Book Entry, Source #1026

Hoeveler, Diane Long. Gothic Feminism: The Professionalization of Gender from Charlotte Smith to the Brontes. University Park (PA): Pennsylvania State UP, 1998.

Grinnell library catalog page

In this book, Hoeveler asserts that female gothic novelists constructed ideologies--"a set of literary masquerades and poses" (non-paginated introduction)--that allowed female characters and female readers to attain a mastery of masculine spaces within fiction. Hoeveler calls this pose "professional femininity." She contends that “white, bourgeois women writers have not simply been the passive victims of male-created constructions but rather have constructed themselves as victims in their own literature, and that they have frequently depicted themselves, as have men, as manipulative, passive-aggressive, masochist, and sadistic (4).

Hoeveler dismisses prior categorizations of the female gothic tradition and argues it “became a coded system whereby women authors covertly communicated to other women--their largely female reading audience--their ambivalent rejection of and outward complicity with the dominant sexual ideologies of their culture” (5). Labeling this ideology “gothic feminism” and likening it to W.E.B. DuBois’ “double consciousness” phenomena, Hoeveler believes the novels represent women who “actually subvert the father’s power at every possible occasion and then retreat to studied postures of conformity whenever they risk exposure to public censure” (6). In sum, Hoeveler presents her female gothic as a signifying system. In addition, she incorporates psychoanalysis throughout the discussion and mobilizes the theories of Norbert Elias, Michael Foucault, and contemporary French feminists.

Five different chapters focus on Charlotte Smith’s Emmeline, the Orphan of the Castle, Anne Radcliffe’s Early Gothics, her Major Gothics, Jane Austen and Mary Shelly, and the Brontes and Romantic Feminism, respectively. Chapter titles or theses include, for example, “Gendering Victimization” and “Hyperbolic Femininity.” Hoeveler’s tone is personal and passionate, e.g. the afterward includes discussion concerning her interpretation of the film Gone With the Wind.

Entered by Elisa on 19 July 2004 at 1:09 AM.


[Your goal]: If a line in the entries includes "legend", show that line.

Extracts from a graphics dataset:
+ + + + +
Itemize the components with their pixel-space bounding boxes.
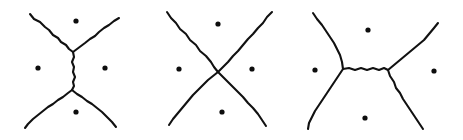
figure-root: Steiner network configurations joining f… [0, 0, 463, 140]
steiner-configurations-figure [0, 0, 463, 140]
crossed-x-configuration-right-dot [249, 66, 254, 71]
crossed-x-configuration-bottom-dot [219, 109, 224, 114]
horizontal-steiner-tree-top-dot [365, 27, 370, 32]
horizontal-steiner-tree-right-dot [431, 68, 436, 73]
vertical-steiner-tree-top-dot [73, 18, 78, 23]
crossed-x-configuration-top-dot [215, 21, 220, 26]
vertical-steiner-tree-right-dot [102, 65, 107, 70]
horizontal-steiner-tree-bottom-dot [362, 115, 367, 120]
vertical-steiner-tree-left-dot [35, 65, 40, 70]
crossed-x-configuration-left-dot [176, 66, 181, 71]
vertical-steiner-tree-bottom-dot [73, 109, 78, 114]
figure-background [0, 0, 463, 140]
horizontal-steiner-tree-left-dot [312, 67, 317, 72]
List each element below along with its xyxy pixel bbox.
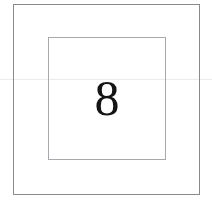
figure-canvas: 8 [0,0,212,206]
numeral-eight: 8 [48,37,166,160]
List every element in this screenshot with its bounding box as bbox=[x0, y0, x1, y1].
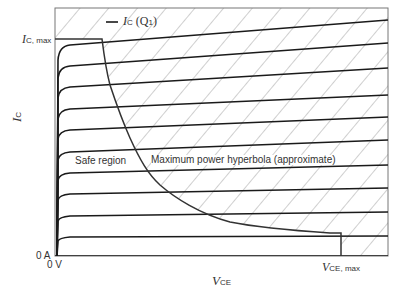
legend-close: ) bbox=[153, 14, 157, 28]
x-axis-sub: CE bbox=[220, 278, 231, 287]
safe-region-label: Safe region bbox=[75, 156, 126, 166]
y-axis-main: I bbox=[9, 118, 24, 122]
x-axis-main: V bbox=[212, 273, 220, 288]
zero-volt-label: 0 V bbox=[47, 260, 62, 270]
legend-sub: C bbox=[127, 18, 133, 27]
hyperbola-label: Maximum power hyperbola (approximate) bbox=[151, 155, 336, 165]
soa-diagram bbox=[0, 0, 397, 290]
y-axis-sub: C bbox=[14, 112, 23, 118]
ic-max-sub: C, max bbox=[26, 36, 51, 45]
y-axis-label: IC bbox=[10, 112, 23, 122]
ic-max-label: IC, max bbox=[22, 33, 51, 45]
curve-10 bbox=[57, 236, 388, 256]
vce-max-label: VCE, max bbox=[322, 261, 360, 273]
legend-label: IC (Q1) bbox=[123, 15, 157, 27]
legend-paren: (Q bbox=[136, 14, 149, 28]
vce-max-sub: CE, max bbox=[329, 264, 360, 273]
x-axis-label: VCE bbox=[212, 274, 231, 287]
+ + + + +
[Finished exercise]:
legend-close: ) bbox=[153, 14, 157, 28]
legend-sub: C bbox=[127, 18, 133, 27]
legend-label: IC (Q1) bbox=[123, 15, 157, 27]
legend-paren: (Q bbox=[136, 14, 149, 28]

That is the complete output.